Director Deniz Gamze Ergüven discusses her feature film debut ‘Mustang’
Winner of the Europa Cinemas Prize at the 2015 Cannes Film Festival and a 2015 Golden Globe nominee in the category of Best Foreign-Language Film (it lost to Hungary’s “Son of Saul” this past Monday), “Mustang” is a captivating and beautifully written and directed film that tells the story of five modern-day teenage sisters living with their grandmother in the remote village of Inebolu in northern Turkey, who are imprisoned by their family for what they believe is sexually-illicit behavior on the part of the girls.
Even as their home is transformed literally into a prison with bars on the windows, their cell phones and computers removed, their modern attire replaced with traditional clothing, and school abandoned in favor of lessons on how to be a wife — Ece, Selma, Sonay, Nur and Lale — are determined to master their own fate.
The screenplay, which was written and directed by Deniz Gamze Ergüven and co-written by Alice Winocour, uses a real-life incident from Ergüven’s past as a plot point for the movie. Although, the Turkish-born director had a very cosmopolitan upbringing shuttling between France, Turkey and the United States, she also was somewhat affected by the culture in what was deemed proper behavior for girls.

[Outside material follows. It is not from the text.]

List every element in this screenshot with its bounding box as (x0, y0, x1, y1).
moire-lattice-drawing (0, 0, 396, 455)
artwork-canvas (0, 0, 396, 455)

Speaking to the Banner by phone, the director describes the opening scene of the film where the girls triggered a scandal because they’re splashing around at the beach, playing games and sitting on the shoulders of a few of their male classmates.

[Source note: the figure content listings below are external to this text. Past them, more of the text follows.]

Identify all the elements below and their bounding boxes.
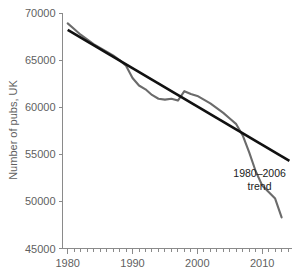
trend-annotation: 1980–2006trend	[233, 167, 286, 192]
chart-canvas: 450005000055000600006500070000 198019902…	[0, 0, 307, 276]
y-tick-label: 50000	[25, 195, 56, 207]
y-axis-title: Number of pubs, UK	[7, 80, 19, 180]
pubs-decline-chart: 450005000055000600006500070000 198019902…	[0, 0, 307, 276]
y-axis-tick-labels: 450005000055000600006500070000	[25, 7, 56, 255]
trend-line	[68, 30, 290, 161]
y-tick-label: 45000	[25, 243, 56, 255]
annotation-line: trend	[248, 180, 272, 192]
y-tick-label: 70000	[25, 7, 56, 19]
x-tick-label: 1980	[55, 257, 79, 269]
x-tick-label: 1990	[120, 257, 144, 269]
x-tick-label: 2000	[185, 257, 209, 269]
y-axis-ticks	[59, 13, 63, 249]
y-tick-label: 65000	[25, 54, 56, 66]
annotation-line: 1980–2006	[233, 167, 286, 179]
x-tick-label: 2010	[250, 257, 274, 269]
y-tick-label: 60000	[25, 101, 56, 113]
y-tick-label: 55000	[25, 148, 56, 160]
x-axis-tick-labels: 1980199020002010	[55, 257, 274, 269]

“That happened to us in our family in the exact same way, but we were just mortified and never said anything,” says Ergüven. Unlike the director, the free-spirited heroines in “Mustang” speak up when confronted by their grandmother.

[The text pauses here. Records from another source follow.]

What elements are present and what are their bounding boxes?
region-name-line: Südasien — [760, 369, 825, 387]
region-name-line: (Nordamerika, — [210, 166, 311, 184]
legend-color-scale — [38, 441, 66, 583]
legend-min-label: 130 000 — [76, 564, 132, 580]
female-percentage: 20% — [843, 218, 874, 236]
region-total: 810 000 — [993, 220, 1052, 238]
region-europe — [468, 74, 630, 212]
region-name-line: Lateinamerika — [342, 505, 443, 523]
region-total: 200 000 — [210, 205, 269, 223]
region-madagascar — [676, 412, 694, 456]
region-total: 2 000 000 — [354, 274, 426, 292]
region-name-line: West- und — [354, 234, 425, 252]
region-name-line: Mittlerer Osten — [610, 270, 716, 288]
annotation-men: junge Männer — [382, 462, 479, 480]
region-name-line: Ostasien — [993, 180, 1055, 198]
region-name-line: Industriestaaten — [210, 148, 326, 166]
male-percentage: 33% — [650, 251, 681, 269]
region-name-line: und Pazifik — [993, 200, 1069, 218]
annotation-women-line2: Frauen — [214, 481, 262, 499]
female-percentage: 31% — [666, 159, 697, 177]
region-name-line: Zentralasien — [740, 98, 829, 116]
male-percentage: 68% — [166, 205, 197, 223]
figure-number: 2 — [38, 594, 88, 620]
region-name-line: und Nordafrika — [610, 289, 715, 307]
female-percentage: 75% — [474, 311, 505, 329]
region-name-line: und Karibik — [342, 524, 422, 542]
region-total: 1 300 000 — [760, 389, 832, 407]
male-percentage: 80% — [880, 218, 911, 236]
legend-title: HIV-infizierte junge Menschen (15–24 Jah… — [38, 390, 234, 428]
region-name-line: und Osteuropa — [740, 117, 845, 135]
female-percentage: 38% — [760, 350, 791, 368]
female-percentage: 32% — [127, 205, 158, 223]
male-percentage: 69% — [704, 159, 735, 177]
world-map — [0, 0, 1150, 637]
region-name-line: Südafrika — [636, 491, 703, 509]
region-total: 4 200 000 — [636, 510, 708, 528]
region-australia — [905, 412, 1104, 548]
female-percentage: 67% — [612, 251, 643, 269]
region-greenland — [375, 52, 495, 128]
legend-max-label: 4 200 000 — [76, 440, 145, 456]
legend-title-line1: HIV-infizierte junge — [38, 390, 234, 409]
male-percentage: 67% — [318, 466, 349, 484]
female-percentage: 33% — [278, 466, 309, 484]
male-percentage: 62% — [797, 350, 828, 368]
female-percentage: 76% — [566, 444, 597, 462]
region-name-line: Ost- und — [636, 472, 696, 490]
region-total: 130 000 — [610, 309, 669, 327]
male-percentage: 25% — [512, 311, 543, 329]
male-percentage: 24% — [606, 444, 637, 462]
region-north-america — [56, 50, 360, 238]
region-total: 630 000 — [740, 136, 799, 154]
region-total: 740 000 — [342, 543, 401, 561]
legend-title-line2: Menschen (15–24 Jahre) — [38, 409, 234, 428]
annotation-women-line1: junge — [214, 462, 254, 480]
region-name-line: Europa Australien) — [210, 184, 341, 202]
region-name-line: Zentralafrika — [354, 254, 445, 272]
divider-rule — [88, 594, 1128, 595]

“The way that the characters act in the film is completely fiction. The girls act like superheroes in a way that no one I know ever acted,” describes the director.
Becoming human
With “Mustang,” Ergüven very much wanted to address the issue of how women and girls are being sexualized in her native homeland. Despite Turkey being one of the first countries to give women the right to vote in the 1930s, it has swung backwards of late in its treatment of its female population.
“It’s something which is regrettable. The one thing which is very striking for the women in Turkey, every inch of their skin, every action that they can do is sexualized. So, there’s this filter of sexualization to which they’re seen and it can be very disturbing. Sometimes the attitude of the actual government is so aggressive towards women, and there is something which is making the guilt of being the women so much stronger, that it normalizes behaviors which were previously not so normal,” says Ergüven.
The idea for the movie had been floating around in her head since 2010. “It was more my curiosity was turning towards the story, not so consciously,” she says. Influenced by the books that she was reading and the questions that she was asking, Ergüven “was starting to turn into that direction.”
And so, in 2011, she wrote the first treatment which was extremely close to realizing real-life characters but she didn’t have the courage to go through with it. It was less than a year later that she took it [the screenplay] “out of the jar” and began writing the script with Alice Winocour, who studied at the same film school as Ergüven, La Fémis in Paris, where Ergüven graduated with a BA in Literature.
Since its release in 2015, “Mustang” has screened in Turkey. Of its reception, “it was warmly received and embraced everywhere else but in Turkey,” says Ergüven. Currently, the country is extremely polarized and consequently the reactions to the film were also very polarized. “I can say that the reactions are half and half. And, there’s nothing unpassionate. People either love it, and embrace it, or they hate it.”
With the release of “Mustang,” Ergüven hopes that women and girls will no longer be seen as just objects but as individuals.
“In Turkey for example, girls like this [the sisters in the film] are considered guilty, breaking a code, all those things. Most people would never put themselves in their shoes and just that is already such a big leap, just to see through their eyes. We need all these codes for women to become subjects in the eyes of people and not just as objects, where men could project whatever they want.”